As a youth, Ellsworth longed for an appointment to West Point, but did not have the opportunity to prepare for its entrance exam. Leaving home in early youth, he lived in New York City, then Chicago, working as a law clerk and a solicitor of patents.
Ellsworth's interest to become a soldier led him to join a Chicago volunteer company about to disband for lack of interest. His enthusiasm and organizational skills revived the unit, attracting new members through his introduction of the Zouave dress and drill, patterned after French colonial troops in Algeria. His National Guard Cadets, later renamed the U.S. Zouave Cadets of Chicago, became highly efficient and disciplined, thanks to a regimen that stressed both tactics and the moral life. The zouaves gained attention throughout the Midwest by way of their baggy pants, short jackets, fezzes, and gaiters, as well as their intricate drill evolutions. Ellsworth was soon appointed a major on the staff of the commander of the Illinois National Guard, and his unit became the governor's guard. In 1860 his troops made a tour of major Northern cities, including New York and Washington D.C.
That August, Ellsworth went to Springfield, Ill., temporarily abandoning the company, to study law in the office of Abraham Lincoln. He remained, serving the future president in the fall campaign and accompanying him to Washington D.C., early in 1861. Ellsworth's subsequent attempt to secure a position in the War Department was hampered by the outbreak of the Civil War, leading him to New York City, to raise a regiment of volunteers. He recruited heavily among the city's fire departments, again clothing them in zouave uniforms and training them using the same regimen. The regiment was named the 11th New York Fire Zouaves, with Ellsworth its colonel.
On May 24, 1861, after returning to Washington, Ellsworth led his regiment across the Potomac and into Alexandria, Va., where he planned to occupy the town. Seeing a Confederate flag waving over the Marshall House hotel, Ellsworth climbed to the roof and tore it down. Moments later, while descending the stairs, he was shot to death by the proprietor, James T. Jackson, who was subsequently killed in a struggle with Pvt. Francis Brownell, a feat which would earn Brownell the Medal of Honor, in 1877.
Ellsworth, at 24, had become the North's first martyr, stirring its will to fight. Lincoln mourned openly over the loss, and his body lay in state at the White House before being returned to New York for burial.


Directions:
Copy, in full, each line of the material that holds the word "your".

# # # # # # #

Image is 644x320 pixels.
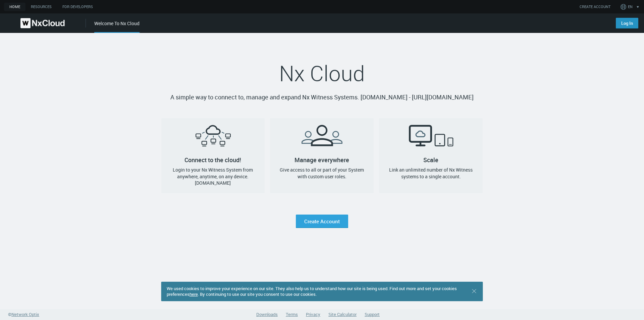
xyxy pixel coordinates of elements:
span: Network Optix [11,312,39,317]
a: Create Account [296,215,349,228]
a: CREATE ACCOUNT [580,4,610,9]
a: Terms [286,312,298,317]
a: Downloads [256,312,278,317]
a: Site Calculator [329,312,357,317]
span: Nx Cloud [280,59,365,88]
h2: Scale [379,118,483,160]
a: Log In [616,18,638,29]
a: Privacy [306,312,321,317]
a: here [189,291,198,298]
h4: Give access to all or part of your System with custom user roles. [276,167,368,180]
a: ©Network Optix [8,312,39,318]
h4: Login to your Nx Witness System from anywhere, anytime, on any device. [DOMAIN_NAME] [167,167,260,187]
span: EN [628,4,633,9]
a: Manage everywhereGive access to all or part of your System with custom user roles. [270,118,374,193]
button: EN [620,1,643,12]
a: Support [364,312,380,317]
a: home [4,3,25,11]
div: Welcome To Nx Cloud [94,20,140,33]
span: . By continuing to use our site you consent to use our cookies. [198,291,317,298]
h2: Manage everywhere [270,118,374,160]
a: ScaleLink an unlimited number of Nx Witness systems to a single account. [379,118,483,193]
a: For Developers [57,3,99,11]
a: Connect to the cloud!Login to your Nx Witness System from anywhere, anytime, on any device. [DOMA... [161,118,265,193]
a: Resources [25,3,57,11]
p: A simple way to connect to, manage and expand Nx Witness Systems. [DOMAIN_NAME] - [URL][DOMAIN_NAME] [161,92,484,102]
img: Nx Cloud logo [21,18,64,28]
span: We used cookies to improve your experience on our site. They also help us to understand how our s... [167,285,457,298]
h4: Link an unlimited number of Nx Witness systems to a single account. [385,167,477,180]
h2: Connect to the cloud! [161,118,265,160]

# # # # # # #

Task response:
h4: Give access to all or part of your System with custom user roles. [276,167,368,180]
h4: Login to your Nx Witness System from anywhere, anytime, on any device. [DOMAIN_NAME] [167,167,260,187]
a: Manage everywhereGive access to all or part of your System with custom user roles. [270,118,374,193]
a: Connect to the cloud!Login to your Nx Witness System from anywhere, anytime, on any device. [DOMA... [161,118,265,193]
span: We used cookies to improve your experience on our site. They also help us to understand how our s... [167,285,457,298]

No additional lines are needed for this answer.